[ACTIVITY]
Going from the line that contains "What do you" through the last line of the records, set down each line again exactly, both included, with pictures left out.

Records from a collection:
#####

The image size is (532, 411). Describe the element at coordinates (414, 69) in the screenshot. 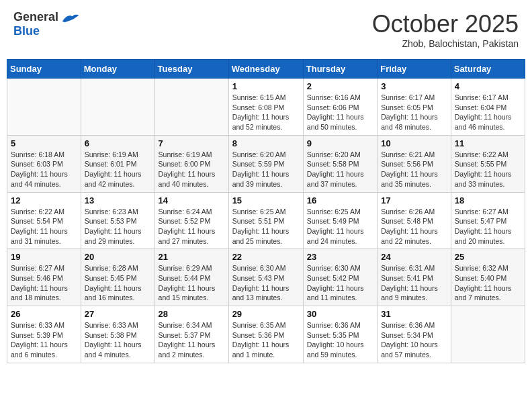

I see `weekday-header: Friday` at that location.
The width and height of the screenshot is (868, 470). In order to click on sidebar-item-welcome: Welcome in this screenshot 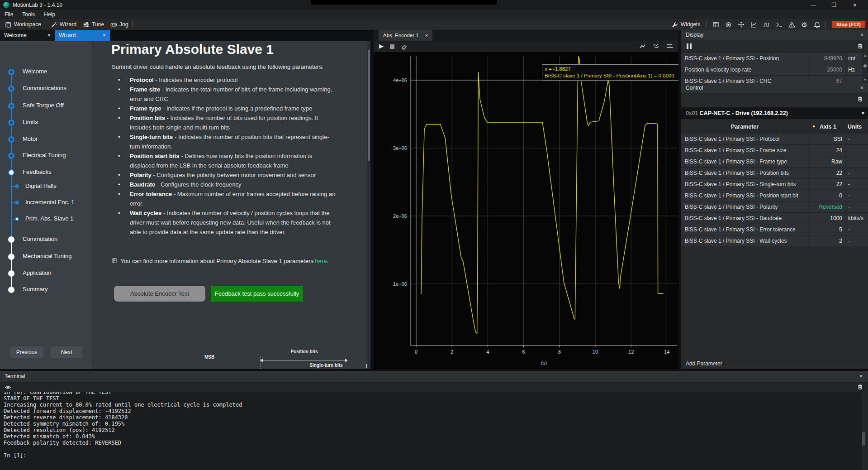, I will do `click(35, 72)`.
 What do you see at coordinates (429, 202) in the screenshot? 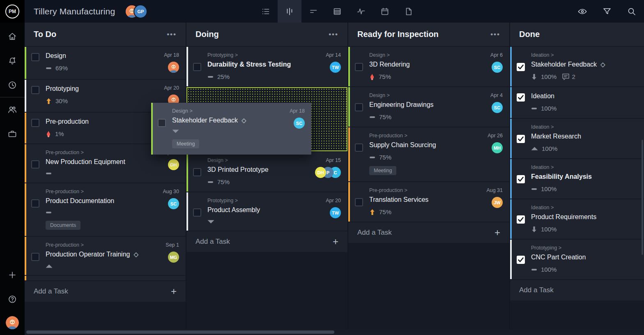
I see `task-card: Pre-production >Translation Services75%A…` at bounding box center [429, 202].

#####

[SOLVED PROBLEM]
 What do you see at coordinates (429, 202) in the screenshot? 
I see `task-card: Pre-production >Translation Services75%A…` at bounding box center [429, 202].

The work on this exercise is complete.